5 responses to “Dear Imprudence: It’s Just A Little Bigotry! Calm Down!”

  1. Yasona

    I’ve found that what some people like to call “ill considered remarks” are often an indicator of someone’s true beliefs, and if they are called on their “ill considered remarks” they will probably have a huge amount of crappy reasoning as to exactly why they thought that, why they said that, and finally, an apology for the person in question being offended (not an apology for their behavior).

    “People. We are not obligated to be nice to people who think that we are disgusting, awful, or should die. We don’t need to play makeup with people when they air their bigotry in front of us. The belief that we need to is precisely that which allows really destructive social attitudes to persist.”

    Thank you so much for this. I’ve spent much of my life being told by others that depression doesn’t exist, self-injury is gross (and gawd you don’t do that right?!), that people with OCD are weird and kooky and they just need to relax and live like Normal People, and gawd, gay people are weird, they should keep it to themselves, btw you’re not gay right?! I’ve finally gotten to the point where I see no point in keeping company with people who hold such beliefs. And I’ve finally gotten to the point where I refuse to let all the little comments slide.

    Still, people who Just Don’t Get It, keep telling that I need to watch my temper and just let things go. First off, I am watching my temper, my temper would like to just punch the crap out of some people, but I don’t let it. Instead, I try to utilize my temper into verbal and/or written debate with people who would prefer I didn’t exist. Second, I have been letting all the little things go as long as I can remember, and the only thing that that has helped? All those little comments feed into my depressed brain and my OCD brain and help fuel the worthless thoughts and the everyone’s out to get me/hates me thoughts.

    Everyone says play nice, but the person who is putting everyone else down is not playing nice. Why aren’t they being told to play nice?

  2. BattleHamster

    What? I know that when someone makes offensive remarks about lesbians or women or people with mental illness, my first reaction is, “Wow, I’m so flattered that they feel they can relax like that around me!” It’s certainly not betrayal or fear.

    Bitter joking aside, I was hoping you would go after that; I read it after reading the last “Dear Imprudence,” and it made me RAGE.

    One thing I wonder about is her apology–whether it was actually, “I’m sorry I said something horribly offensive” or just, “I’m sorry you were offended.” I wouldn’t be surprised if it were the latter. Not that it would be much better if it were actually a real apology.

  3. Storm

    Prudence is pissing me right off lately. I shouldn’t have read that because now I’m angry and want to eat sugary things that will spike my blood sugar, get recorded in my PDM, and make my endo nurse chew my ass on Friday.

    Growl.

    I used to put up with people acting like Out’s ‘friend’. Used to, being the key phrase. I do my best to point that shit out now, but it feels like a drop in the ocean, yanno? I can’t ever point it out enough to keep up with the amount of bigotry in the world. And it’s exhausting, especially when your so-called friends don’t appreciate realizing how bigoted they really are.

  4. Katherine

    I second what BattleHamster said. Why should anyone feel gratified that someone has revealed themselves to be a bigot? And so frequently people feel like they are “safe” to reveal their bigoted ways to someone who is an ally. “You’re white so I can mouth off about immigrants,” “You’re straight so I can show off my homophobia,” “You don’t appear to have a disability so I can call all disabled people lazy slackers,” etc. Ugh.

  5. Kali

    I’m still trying to forgive my mother for telling me I had a ‘bad attitude’ and was wrong and all because it pissed me off that complete strangers felt like it was okay to start prying into my medical history (Why do you have crutches? What’s wrong with you?)

    It’s been a year and a half, and it still burns. Similar…incidents…have left me totally unable to talk to her about what it’s like to live as a PWD, beyond the physical barriers. It’s frustrating, because my mother and I used to be close, and I used to use her as a sounding board when I was afraid I might be overreacting, because I know I’m bipolar and I need someone I can get a reality check from. Instead, from her, all I can get is a lack of understanding.

    When someone reveals that they think something important about you is wrong, wrong, wrong, it’s hard to let it go, even when it’s someone you love dearly. If I can’t forgive my mother that comment, why on earth would I expect someone to forgive a person who labled their sexuality as dirty, icky, gross, trashy, wrong?

    (More recently, I came dangerously close to getting in a fight with 2 of my coworkers because they were in favor of making lots of city budget costs, and when I pointed out that the costs tend to disproportionately affect vulnerable people who lose programs they need, they both responded that there’s always things that can be cut. Yeah, whaddya bet they’ve never been one of those people who needs a hand?)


**Task item**
Could you report every line of the listing below that holds the word "Image"?
(Beginning of Entries supplied)
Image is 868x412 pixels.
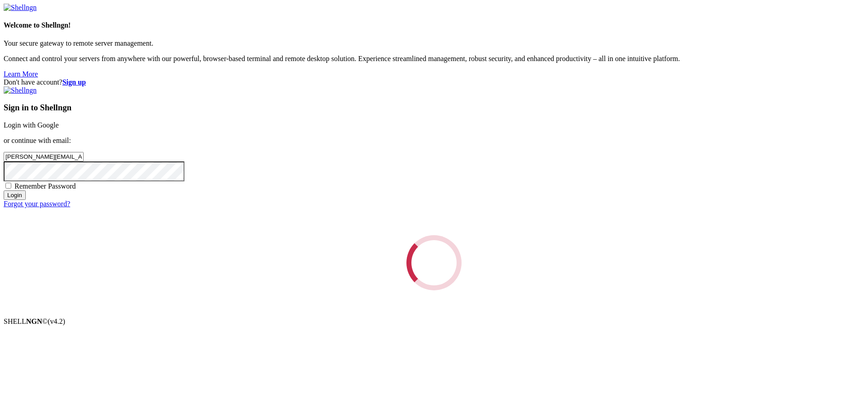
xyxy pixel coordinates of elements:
p: Your secure gateway to remote server management. [4,40,865,48]
h4: Welcome to Shellngn! [4,21,865,30]
img: Shellngn [4,86,37,94]
a: Sign up [62,78,86,86]
a: Login with Google [4,121,58,129]
a: Forgot your password? [4,200,70,208]
span: 4.2.0 [48,318,65,325]
a: Learn More [4,70,38,78]
input: Login [4,190,26,200]
p: or continue with email: [4,137,865,145]
div: Don't have account? [4,78,865,86]
img: Shellngn [4,4,37,12]
b: NGN [26,318,43,325]
h3: Sign in to Shellngn [4,103,865,113]
span: Remember Password [15,182,76,190]
p: Connect and control your servers from anywhere with our powerful, browser-based terminal and remo... [4,54,865,63]
input: Email address [4,153,84,161]
span: SHELL © [4,318,65,325]
div: Loading... [404,233,464,293]
input: Remember Password [5,183,11,189]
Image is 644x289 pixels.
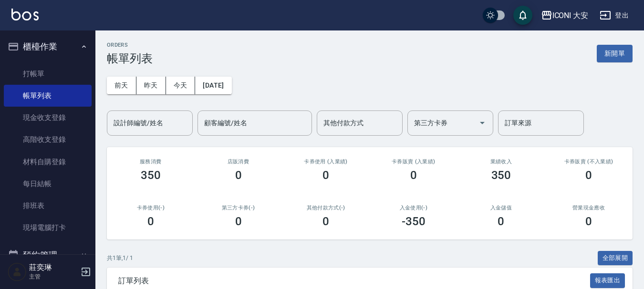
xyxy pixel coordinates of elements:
h3: 服務消費 [118,159,183,165]
a: 每日結帳 [4,173,92,195]
button: 前天 [107,77,137,95]
button: Open [475,115,490,130]
h2: ORDERS [107,42,153,48]
h3: 0 [323,169,329,182]
h3: 0 [585,169,592,182]
a: 現場電腦打卡 [4,217,92,239]
h3: 0 [235,215,242,228]
button: [DATE] [195,77,231,95]
h2: 卡券販賣 (入業績) [381,159,446,165]
h2: 其他付款方式(-) [293,205,358,211]
button: 昨天 [137,77,166,95]
h3: 350 [491,169,511,182]
h2: 卡券使用(-) [118,205,183,211]
a: 排班表 [4,195,92,217]
a: 打帳單 [4,63,92,85]
h2: 第三方卡券(-) [206,205,271,211]
img: Logo [11,8,39,21]
a: 現金收支登錄 [4,107,92,129]
p: 共 1 筆, 1 / 1 [107,254,133,262]
h3: -350 [401,215,426,228]
a: 帳單列表 [4,85,92,107]
h3: 0 [235,169,242,182]
button: 今天 [166,77,195,95]
div: ICONI 大安 [552,10,588,21]
button: 新開單 [597,45,633,63]
button: 全部展開 [597,251,633,266]
h3: 350 [140,169,161,182]
h3: 0 [411,169,417,182]
h2: 卡券使用 (入業績) [293,159,358,165]
h3: 0 [147,215,154,228]
h2: 入金使用(-) [381,205,446,211]
a: 材料自購登錄 [4,151,92,173]
h2: 業績收入 [469,159,533,165]
button: 櫃檯作業 [4,34,92,59]
button: 預約管理 [4,243,92,268]
a: 高階收支登錄 [4,129,92,151]
h3: 0 [323,215,329,228]
h3: 帳單列表 [107,52,153,66]
h5: 莊奕琳 [29,263,78,273]
h2: 營業現金應收 [556,205,621,211]
h2: 入金儲值 [469,205,533,211]
a: 報表匯出 [590,276,625,285]
h2: 店販消費 [206,159,271,165]
button: 報表匯出 [590,274,625,288]
img: Person [8,262,27,281]
a: 新開單 [597,49,633,58]
span: 訂單列表 [118,277,590,286]
button: 登出 [596,7,633,24]
h3: 0 [585,215,592,228]
h3: 0 [497,215,504,228]
button: save [514,6,533,25]
button: ICONI 大安 [537,6,592,25]
h2: 卡券販賣 (不入業績) [556,159,621,165]
p: 主管 [29,273,78,281]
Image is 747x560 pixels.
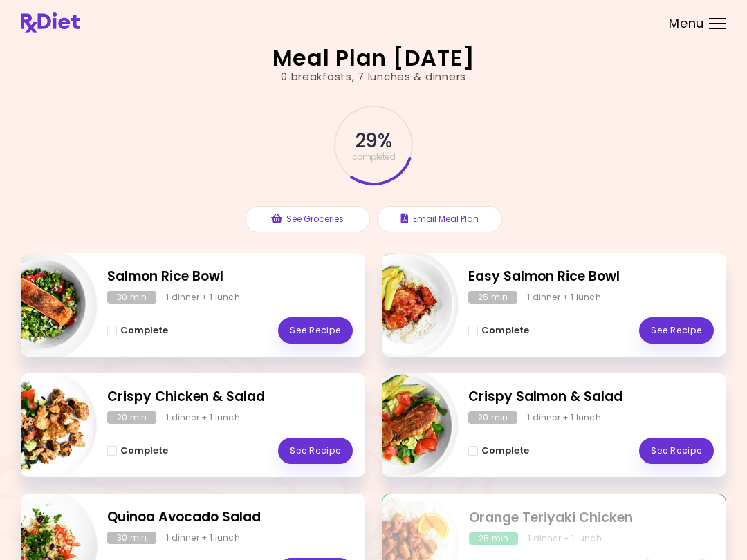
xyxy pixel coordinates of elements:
div: 1 dinner + 1 lunch [528,533,602,545]
button: Email Meal Plan [377,206,502,232]
h2: Quinoa Avocado Salad [107,507,353,527]
div: 1 dinner + 1 lunch [166,411,240,424]
img: Info - Crispy Salmon & Salad [344,368,458,483]
h2: Crispy Salmon & Salad [468,387,714,407]
h2: Meal Plan [DATE] [272,47,475,69]
div: 1 dinner + 1 lunch [166,532,240,544]
button: Complete - Easy Salmon Rice Bowl [468,322,529,339]
h2: Salmon Rice Bowl [107,267,353,287]
div: 25 min [469,533,518,545]
div: 30 min [107,532,156,544]
img: Info - Easy Salmon Rice Bowl [344,247,458,362]
button: Complete - Crispy Salmon & Salad [468,442,529,459]
div: 25 min [468,291,518,303]
a: See Recipe - Easy Salmon Rice Bowl [639,318,714,344]
button: See Groceries [245,206,370,232]
span: 29 % [355,130,391,153]
span: Complete [120,445,168,457]
h2: Crispy Chicken & Salad [107,387,353,407]
a: See Recipe - Crispy Chicken & Salad [278,438,353,464]
a: See Recipe - Crispy Salmon & Salad [639,438,714,464]
span: Menu [669,17,704,30]
div: 1 dinner + 1 lunch [527,291,601,303]
div: 20 min [468,411,518,424]
span: Complete [481,325,529,336]
button: Complete - Salmon Rice Bowl [107,322,168,339]
span: Complete [481,445,529,457]
div: 30 min [107,291,156,303]
h2: Orange Teriyaki Chicken [469,508,713,528]
a: See Recipe - Salmon Rice Bowl [278,318,353,344]
span: completed [352,153,396,161]
span: Complete [120,325,168,336]
div: 1 dinner + 1 lunch [166,291,240,303]
div: 20 min [107,411,156,424]
div: 1 dinner + 1 lunch [527,411,601,424]
button: Complete - Crispy Chicken & Salad [107,442,168,459]
div: 0 breakfasts , 7 lunches & dinners [281,69,466,85]
h2: Easy Salmon Rice Bowl [468,267,714,287]
img: RxDiet [21,12,80,33]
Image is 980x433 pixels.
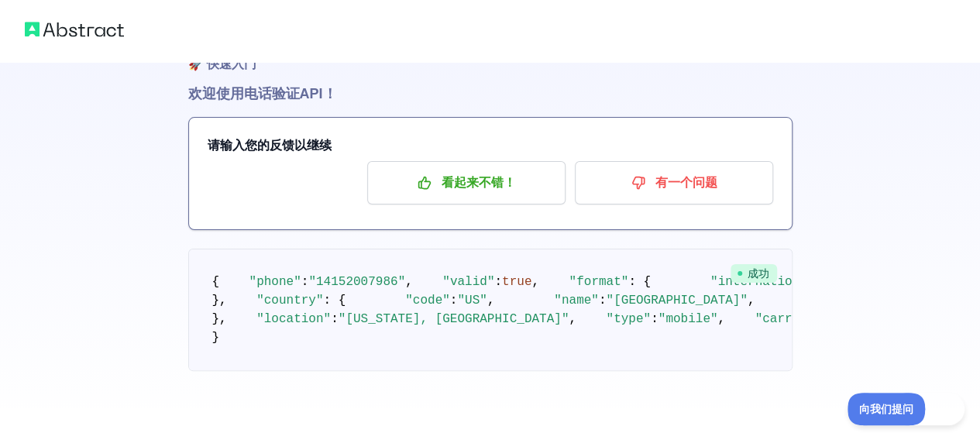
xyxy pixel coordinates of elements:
[487,294,495,307] span: ,
[308,275,405,289] span: "14152007986"
[256,312,331,326] span: "location"
[575,161,773,205] button: 有一个问题
[848,393,965,425] iframe: 切换客户支持
[606,312,651,326] span: "type"
[494,275,502,289] span: :
[754,312,821,326] span: "carrier"
[331,312,339,326] span: :
[323,294,346,307] span: : {
[25,19,124,40] img: 抽象标志
[457,294,486,307] span: "US"
[748,294,755,307] span: ,
[212,275,220,289] span: {
[628,275,651,289] span: : {
[655,176,717,189] font: 有一个问题
[711,275,822,289] span: "international"
[405,294,450,307] span: "code"
[598,294,607,307] span: :
[339,312,569,326] span: "[US_STATE], [GEOGRAPHIC_DATA]"
[207,139,332,152] font: 请输入您的反馈以继续
[300,86,337,102] font: API！
[442,275,494,289] span: "valid"
[569,312,577,326] span: ,
[748,267,769,280] font: 成功
[256,294,323,307] span: "country"
[188,86,244,102] font: 欢迎使用
[244,86,300,102] font: 电话验证
[532,275,539,289] span: ,
[188,57,256,70] font: 🚀 快速入门
[651,312,658,326] span: :
[302,275,309,289] span: :
[606,294,747,307] span: "[GEOGRAPHIC_DATA]"
[717,312,725,326] span: ,
[658,312,718,326] span: "mobile"
[450,294,458,307] span: :
[569,275,628,289] span: "format"
[405,275,413,289] span: ,
[249,275,302,289] span: "phone"
[502,275,532,289] span: true
[367,161,565,205] button: 看起来不错！
[554,294,598,307] span: "name"
[441,176,516,189] font: 看起来不错！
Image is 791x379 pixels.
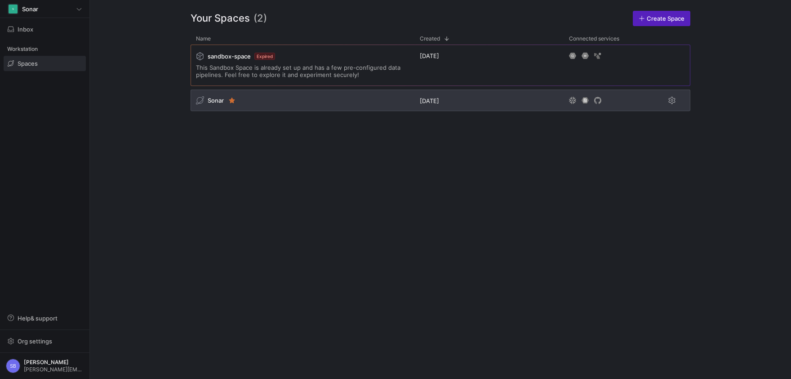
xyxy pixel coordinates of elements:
[18,60,38,67] span: Spaces
[191,89,691,115] div: Press SPACE to select this row.
[4,333,86,348] button: Org settings
[4,22,86,37] button: Inbox
[569,36,620,42] span: Connected services
[4,56,86,71] a: Spaces
[196,36,211,42] span: Name
[208,53,251,60] span: sandbox-space
[18,26,33,33] span: Inbox
[24,359,84,365] span: [PERSON_NAME]
[4,338,86,345] a: Org settings
[9,4,18,13] div: S
[647,15,685,22] span: Create Space
[18,314,58,321] span: Help & support
[633,11,691,26] a: Create Space
[196,64,409,78] span: This Sandbox Space is already set up and has a few pre-configured data pipelines. Feel free to ex...
[6,358,20,373] div: SB
[24,366,84,372] span: [PERSON_NAME][EMAIL_ADDRESS][DOMAIN_NAME]
[4,356,86,375] button: SB[PERSON_NAME][PERSON_NAME][EMAIL_ADDRESS][DOMAIN_NAME]
[208,97,224,104] span: Sonar
[191,11,250,26] span: Your Spaces
[420,52,439,59] span: [DATE]
[254,11,267,26] span: (2)
[4,310,86,326] button: Help& support
[4,42,86,56] div: Workstation
[420,97,439,104] span: [DATE]
[420,36,440,42] span: Created
[18,337,52,344] span: Org settings
[191,45,691,89] div: Press SPACE to select this row.
[254,53,275,60] span: Expired
[22,5,38,13] span: Sonar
(End of Entries supplied)
**Task response**
Image is 868x412 pixels.
Image is 644x289 pixels.
Image is 747x560 pixels.
Image is 980x433 pixels.
Image is 791x379 pixels.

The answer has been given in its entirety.